A database-centered cybersecurity project that centralized security discovery data across enterprise sources to improve visibility, data integrity, reporting quality, and incident-response readiness.
Security Discovery Tool was completed as part of the Academic Industry Immersion Seminar (AIIS) during Summer 2023, connected to a Park Place Technologies industry case study. Working as part of the Database I team, the project focused on a database-first solution to a persistent operations problem: security data scattered across multiple disconnected systems.
The goal was to design a centralized PostgreSQL security database that could consolidate discovery data from enterprise sources — Active Directory, Cisco AMP, and Microsoft Defender — and make that data trustworthy enough to drive faster reporting, cleaner validation, and more confident incident response.
Instead of treating the database as just a storage layer, the work framed it as a security capability: clean schemas, referential integrity, validation rules, source tracking, and recovery planning can directly improve how quickly and confidently a security team responds to threats.
Security teams need accurate and timely data to understand their environment. But in practice, that data is rarely in one place. Identity records live in Active Directory. Endpoint protection logs sit in Cisco AMP. Threat detections come from Microsoft Defender. Device inventories are maintained in spreadsheets. Compliance documentation is in separate folders.
When these sources are disconnected, several problems compound:
Analysts spend time searching across tools instead of responding to threats.
The same asset may have different names, statuses, or owners across systems.
Incident triage slows when data has to be manually cross-referenced.
Without a central record, compliance reporting becomes labor-intensive.
Duplicate or outdated entries can mislead risk assessments.
Scattered data makes disaster-recovery planning and verification difficult.
The project addressed this problem from the database side: improve the structure, validation, and governance of the security data layer so that analysts and systems above it can operate more reliably.
The proposed solution was a centralized security discovery database. Instead of leaving security information scattered across tools, the system would collect and normalize records into a consistent relational schema — acting as a trusted layer for reporting, validation, analysis, and response workflows.
One reliable place to query asset and security posture data reduces manual lookup time and makes reporting repeatable.
Security decisions are only as good as the data behind them. Validation rules, required fields, and referential integrity enforce that quality.
Every record should preserve source, timestamp, and change history to support audits and compliance workflows.
Documentation, naming conventions, and schema clarity ensure future engineers can extend the system without breaking it.
Disaster-recovery procedures and backup validation ensure the database can recover without data loss.
Validation rules must balance strictness with flexibility — a rule that blocks useful data fails its purpose.
The database schema was designed around the key entities a security team needs to query: assets, users, endpoint protection records, security findings, and audit logs. Every table was designed with source tracking and change history in mind.
This relational structure supports stronger reporting than disconnected spreadsheets because records can be joined, validated, audited, and queried consistently. The audit_logs table in particular ensures every data change is traceable — who changed it, when, and from which source system.
The project demonstrated that a well-designed database is not just a storage layer — it can directly improve security operations. The outcomes connected classroom database concepts to real cybersecurity workflows.
Consolidated queries replaced manual cross-tool lookup, reducing time-to-answer for analysts.
Validation rules and normalization eliminated duplicate, stale, and inconsistent security records across reporting workflows.
Quarterly disaster-recovery simulations confirmed backup integrity and recovery procedures under simulated failure conditions.
Active Directory, Cisco AMP, and Microsoft Defender data unified into a single queryable schema.
Validation rules designed to support compliance-friendly record keeping and audit-ready change history.
Full case study project completed on schedule within the AIIS Summer 2023 cohort timeline.
This was one of my first experiences applying computer science skills to a real engineering business problem. A few lessons stuck:
A validated schema with referential integrity, source tracking, and audit logs is not just good engineering — it is a security control. Clean data enables better detection, faster response, and credible compliance.
Validation rules that block too much data fail their operational purpose. The right rule improves quality without stopping useful information from entering the system.
Security and compliance systems only stay useful if they are understandable. Maintainable schemas, clear naming conventions, and written procedures reduce the risk of the system becoming a black box.
AIIS-style projects demand communication, planning, stakeholder alignment, and trade-off analysis. The database schema was only one deliverable; the ability to explain its value mattered just as much.
Most inconsistencies in security data come from mismatched tooling conventions meeting at a shared boundary — not from external threats. Fixing the data layer fixes the downstream problem.
The core database design establishes a foundation that could be extended into a full security operations platform. A phased roadmap:
Security teams often focus on tools, alerts, and dashboards. But behind every security workflow is data. If that data is fragmented, inconsistent, or poorly governed, even advanced tools become less effective.
The Security Discovery Tool project shows that database design is a cybersecurity capability — one that scales across every other layer of the stack.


* Task goal: What is the number of lines in the entries that contain "small"? Reply with that number only.

* Information:
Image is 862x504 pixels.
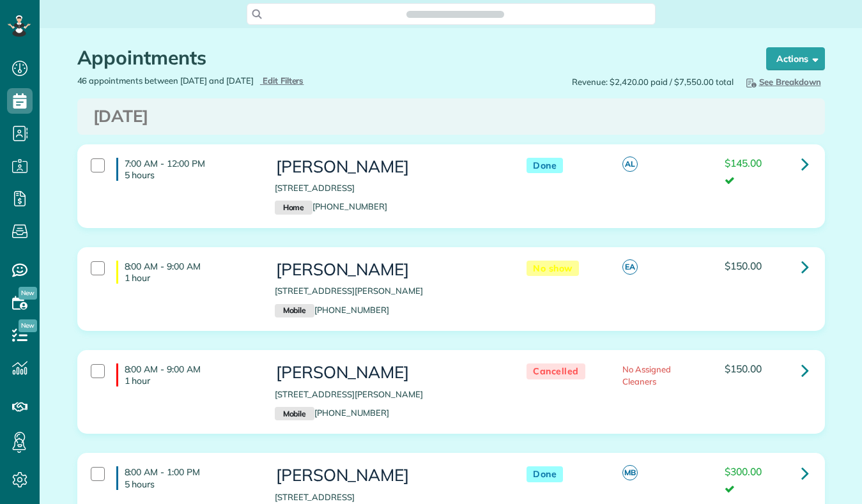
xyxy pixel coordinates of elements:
[527,261,579,277] span: No show
[623,465,638,481] span: MB
[740,75,825,89] button: See Breakdown
[572,76,733,88] span: Revenue: $2,420.00 paid / $7,550.00 total
[116,261,256,284] h4: 8:00 AM - 9:00 AM
[68,75,451,87] div: 46 appointments between [DATE] and [DATE]
[623,157,638,172] span: AL
[116,364,256,387] h4: 8:00 AM - 9:00 AM
[260,75,304,86] a: Edit Filters
[19,287,37,300] span: New
[19,320,37,332] span: New
[275,389,501,401] p: [STREET_ADDRESS][PERSON_NAME]
[419,8,492,20] span: Search ZenMaid…
[725,465,762,478] span: $300.00
[725,157,762,169] span: $145.00
[116,158,256,181] h4: 7:00 AM - 12:00 PM
[125,169,256,181] p: 5 hours
[275,285,501,297] p: [STREET_ADDRESS][PERSON_NAME]
[623,260,638,275] span: EA
[275,201,313,215] small: Home
[275,408,389,418] a: Mobile[PHONE_NUMBER]
[275,304,315,318] small: Mobile
[125,375,256,387] p: 1 hour
[744,77,822,87] span: See Breakdown
[767,47,825,70] button: Actions
[275,305,389,315] a: Mobile[PHONE_NUMBER]
[125,272,256,284] p: 1 hour
[125,479,256,490] p: 5 hours
[93,107,809,126] h3: [DATE]
[275,261,501,279] h3: [PERSON_NAME]
[275,201,387,212] a: Home[PHONE_NUMBER]
[527,467,563,483] span: Done
[275,467,501,485] h3: [PERSON_NAME]
[725,260,762,272] span: $150.00
[275,158,501,176] h3: [PERSON_NAME]
[275,364,501,382] h3: [PERSON_NAME]
[263,75,304,86] span: Edit Filters
[725,362,762,375] span: $150.00
[116,467,256,490] h4: 8:00 AM - 1:00 PM
[275,492,501,504] p: [STREET_ADDRESS]
[623,364,671,387] span: No Assigned Cleaners
[77,47,742,68] h1: Appointments
[527,158,563,174] span: Done
[275,407,315,421] small: Mobile
[527,364,586,380] span: Cancelled
[275,182,501,194] p: [STREET_ADDRESS]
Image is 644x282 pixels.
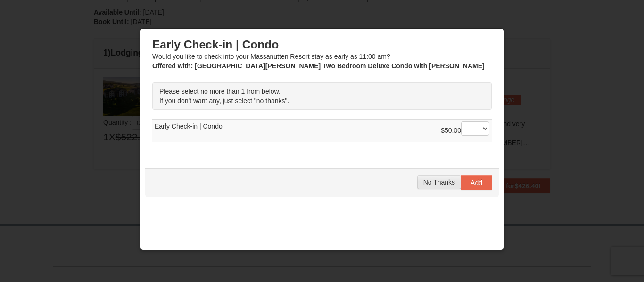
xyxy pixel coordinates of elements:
[423,178,455,186] span: No Thanks
[470,179,482,186] span: Add
[417,175,461,189] button: No Thanks
[152,37,492,51] h3: Early Check-in | Condo
[159,88,281,95] span: Please select no more than 1 from below.
[152,62,191,70] span: Offered with
[159,97,289,104] span: If you don't want any, just select "no thanks".
[152,119,492,142] td: Early Check-in | Condo
[441,121,489,140] div: $50.00
[152,62,484,70] strong: : [GEOGRAPHIC_DATA][PERSON_NAME] Two Bedroom Deluxe Condo with [PERSON_NAME]
[152,37,492,70] div: Would you like to check into your Massanutten Resort stay as early as 11:00 am?
[461,175,492,190] button: Add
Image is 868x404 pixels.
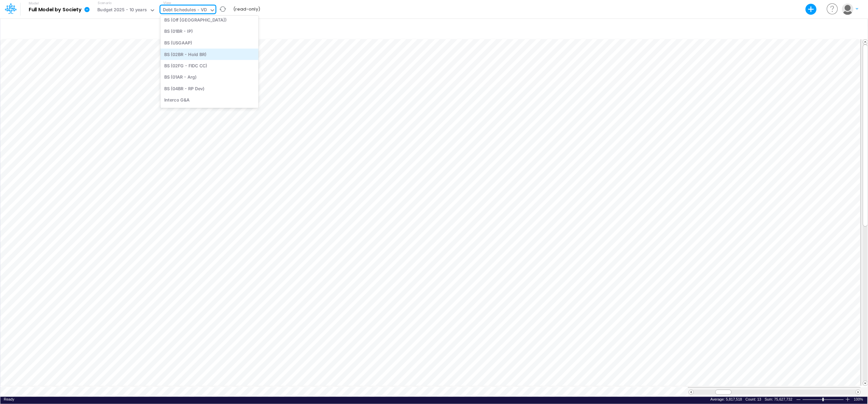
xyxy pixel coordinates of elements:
[161,37,258,48] div: BS (USGAAP)
[802,397,845,402] div: Zoom
[845,397,850,402] div: Zoom In
[233,7,260,12] b: (read-only)
[745,397,761,401] span: Count: 13
[163,0,171,6] label: View
[161,14,258,26] div: BS (Off [GEOGRAPHIC_DATA])
[161,94,258,105] div: Interco G&A
[854,397,864,402] div: Zoom level
[854,397,864,402] span: 100%
[823,397,824,401] div: Zoom
[161,26,258,37] div: BS (01BR - IP)
[97,7,147,14] div: Budget 2025 - 10 years
[765,397,793,402] div: Sum of selected cells
[710,397,743,401] span: Average: 5,817,518
[161,48,258,59] div: BS (02BR - Hold BR)
[29,1,39,6] label: Model
[710,397,743,402] div: Average of selected cells
[97,0,111,6] label: Scenario
[745,397,761,402] div: Number of selected cells that contain data
[161,106,258,117] div: Interco Appropriations
[4,397,14,401] span: Ready
[796,397,801,402] div: Zoom Out
[162,7,207,14] div: Debt Schedules - VD
[161,83,258,94] div: BS (04BR - RP Dev)
[765,397,793,401] span: Sum: 75,627,732
[161,59,258,72] div: BS (02FG - FIDC CC)
[29,7,82,13] b: Full Model by Society
[4,397,14,402] div: In Ready mode
[161,72,258,83] div: BS (01AR - Arg)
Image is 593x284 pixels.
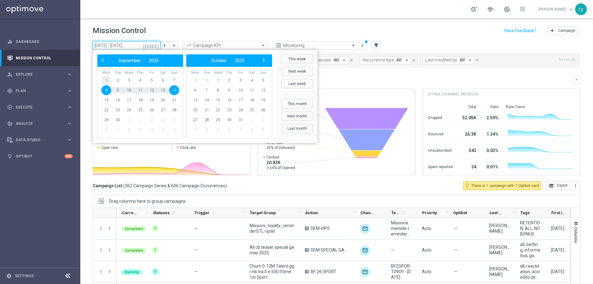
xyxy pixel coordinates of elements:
[281,67,313,76] button: Next week
[360,56,411,64] button: Recurrence type: All arrow_drop_down
[236,85,246,95] span: 10
[360,224,370,234] img: Optimail
[412,58,416,62] i: close
[465,183,470,188] i: lightbulb_outline
[122,247,146,253] colored-tag: Completed
[135,125,145,135] span: 9
[207,57,231,65] button: October
[236,125,246,135] span: 7
[183,41,268,50] ng-select: Campaign KPI
[258,95,268,105] span: 19
[538,5,575,14] a: [PERSON_NAME]keyboard_arrow_down
[123,183,125,188] span: (
[135,70,146,75] th: weekday
[7,39,13,44] i: equalizer
[460,161,476,171] div: 34
[236,95,246,105] span: 17
[7,88,73,93] div: gps_fixed Plan keyboard_arrow_right
[194,247,198,252] span: —
[213,105,223,115] span: 22
[135,75,145,85] span: 4
[460,104,476,109] div: Total
[16,122,67,125] span: Analyze
[101,145,118,150] span: Open rate
[101,75,111,85] span: 1
[520,210,530,215] span: Tags
[7,154,73,159] button: lightbulb Optibot +10
[211,58,227,63] span: October
[474,57,480,64] button: close
[135,105,145,115] span: 25
[125,183,225,188] span: 362 Campaign Series & 606 Campaign Occurrences
[158,95,168,105] span: 20
[169,115,179,125] span: 5
[506,104,575,109] div: Rate Trend
[575,78,579,82] i: keyboard_arrow_down
[67,104,73,110] i: keyboard_arrow_right
[99,56,107,64] span: ‹
[484,104,499,109] div: Rate
[98,269,104,274] button: more_vert
[101,95,111,105] span: 15
[124,105,134,115] span: 24
[16,138,67,142] span: Data Studio
[7,56,73,61] button: Mission Control
[258,105,268,115] span: 26
[247,85,257,95] span: 11
[93,50,318,143] bs-daterangepicker-container: calendar
[7,33,73,50] div: Dashboard
[135,95,145,105] span: 18
[169,105,179,115] span: 28
[65,154,73,158] div: +10
[550,28,555,33] i: add
[124,95,134,105] span: 17
[460,128,476,138] div: 26.3K
[235,58,245,63] span: 2025
[171,210,175,215] i: refresh
[425,57,458,63] span: Last modified by:
[454,225,457,231] span: —
[504,28,536,33] input: Have Feedback?
[113,75,123,85] span: 2
[484,161,499,171] div: 0.01%
[142,41,161,50] button: [DATE]
[98,247,104,253] i: more_vert
[373,43,379,48] i: filter_alt
[360,245,370,255] div: Email
[401,210,406,215] i: refresh
[158,75,168,85] span: 6
[135,85,145,95] span: 11
[571,181,581,190] button: more_vert
[101,125,111,135] span: 6
[213,125,223,135] span: 5
[7,137,73,142] button: Data Studio keyboard_arrow_right
[16,148,65,164] a: Optibot
[574,227,579,243] span: Columns
[67,137,73,143] i: keyboard_arrow_right
[236,105,246,115] span: 24
[170,209,175,216] span: Calculate column
[246,70,258,75] th: weekday
[349,58,353,62] i: close
[113,115,123,125] span: 30
[549,183,554,188] i: open_in_browser
[411,57,417,64] button: close
[341,57,347,63] i: arrow_drop_down
[475,58,479,62] i: close
[194,226,198,231] span: —
[235,70,246,75] th: weekday
[428,145,453,155] div: Unsubscribed
[124,115,134,125] span: 1
[311,247,350,253] span: DEM SPECIAL GAME
[314,57,332,63] span: Statuses:
[190,85,200,95] span: 6
[546,181,571,190] button: open_in_browser Export
[250,244,294,255] span: All cb teaser special games 2025
[453,210,467,215] span: Optibot
[484,145,499,155] div: 0.03%
[267,155,295,160] span: Clicked
[153,225,158,231] div: 1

* Answer to this task: 3